Lacan and the feminine

24 April 2014 at 19.30–21.00
Élisabeth Roudinesco portrait

If the twentieth century was Freudian, the twenty-first is already Lacanian, according to Élisabeth Roudinesco, the leading historian of psychoanalysis. To recall Lacan’s work is to remember an intellectual and literary adventure that occupies a founding place in our modernity, embracing paradox and play, transgressive desire and the rejection of norms. In her latest book Lacan: In Spite of Everything (Verso, 2014), Roudinesco looks back on the secret part of his life and work to evoke a different Lacan confronted with his excesses.

In this event, chaired by Lisa Appignanesi, Roudinesco presents this Lacan, of the margins, who heralds times that have become ours, foreseeing the rise of racism and segregation and a depressive society. Roudinesco explores the fertile and perhaps unexpected legacy of Lacan’s development of numerous forms of emancipation; for example, of the procurer of Gustave Courbet’s L’Origine du monde, for artists and writers such as Orlan and Charlotte Roche.
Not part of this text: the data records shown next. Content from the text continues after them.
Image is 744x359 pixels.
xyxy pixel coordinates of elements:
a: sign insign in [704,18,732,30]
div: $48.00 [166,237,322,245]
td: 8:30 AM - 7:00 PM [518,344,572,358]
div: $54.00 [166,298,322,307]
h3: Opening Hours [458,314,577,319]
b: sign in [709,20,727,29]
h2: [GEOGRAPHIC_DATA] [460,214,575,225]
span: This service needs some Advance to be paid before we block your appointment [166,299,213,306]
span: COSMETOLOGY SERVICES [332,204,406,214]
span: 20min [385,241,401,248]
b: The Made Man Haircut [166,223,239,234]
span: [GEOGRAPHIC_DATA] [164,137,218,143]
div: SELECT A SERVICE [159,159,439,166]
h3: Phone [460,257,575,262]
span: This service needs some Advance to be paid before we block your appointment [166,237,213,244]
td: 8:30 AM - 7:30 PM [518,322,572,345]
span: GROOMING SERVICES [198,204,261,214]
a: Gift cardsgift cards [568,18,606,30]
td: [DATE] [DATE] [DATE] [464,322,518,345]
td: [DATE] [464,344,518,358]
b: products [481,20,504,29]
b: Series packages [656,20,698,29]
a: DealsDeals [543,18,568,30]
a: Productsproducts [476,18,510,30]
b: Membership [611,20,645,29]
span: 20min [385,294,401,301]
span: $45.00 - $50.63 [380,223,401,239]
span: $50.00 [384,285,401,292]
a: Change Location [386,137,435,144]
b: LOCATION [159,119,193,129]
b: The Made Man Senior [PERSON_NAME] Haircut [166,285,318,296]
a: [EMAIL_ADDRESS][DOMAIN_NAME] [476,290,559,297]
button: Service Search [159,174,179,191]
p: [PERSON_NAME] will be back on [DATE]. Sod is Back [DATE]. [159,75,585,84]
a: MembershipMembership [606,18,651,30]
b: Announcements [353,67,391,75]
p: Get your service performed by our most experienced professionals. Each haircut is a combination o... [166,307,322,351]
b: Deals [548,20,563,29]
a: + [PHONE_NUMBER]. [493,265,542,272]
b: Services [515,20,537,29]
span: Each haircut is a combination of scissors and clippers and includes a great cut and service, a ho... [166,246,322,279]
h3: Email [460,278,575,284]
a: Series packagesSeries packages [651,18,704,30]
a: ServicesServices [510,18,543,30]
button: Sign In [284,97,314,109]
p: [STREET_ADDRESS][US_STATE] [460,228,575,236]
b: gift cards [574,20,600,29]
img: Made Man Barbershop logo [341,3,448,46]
The conversation and Q&A part of the event will be delivered in French and English with simultaneous interpretation. Élisabeth Roudinesco's short lecture will be delivered in French with an accompanying English translation of her presentation projected on the screen.

This event coincides with the UK launch of Roudinesco's Lacan: In Spite of Everything published by Verso. The event is followed by an opportunity to purchase books by both speakers and have them signed by the authors in the Starr Foyer from 20.00–20.30.

Élisabeth Roudinesco teaches at the École des Hautes Études en Sciences Sociales in Paris. She is the author of many books, including Jacques Lacan & Co. and Madness and Revolution.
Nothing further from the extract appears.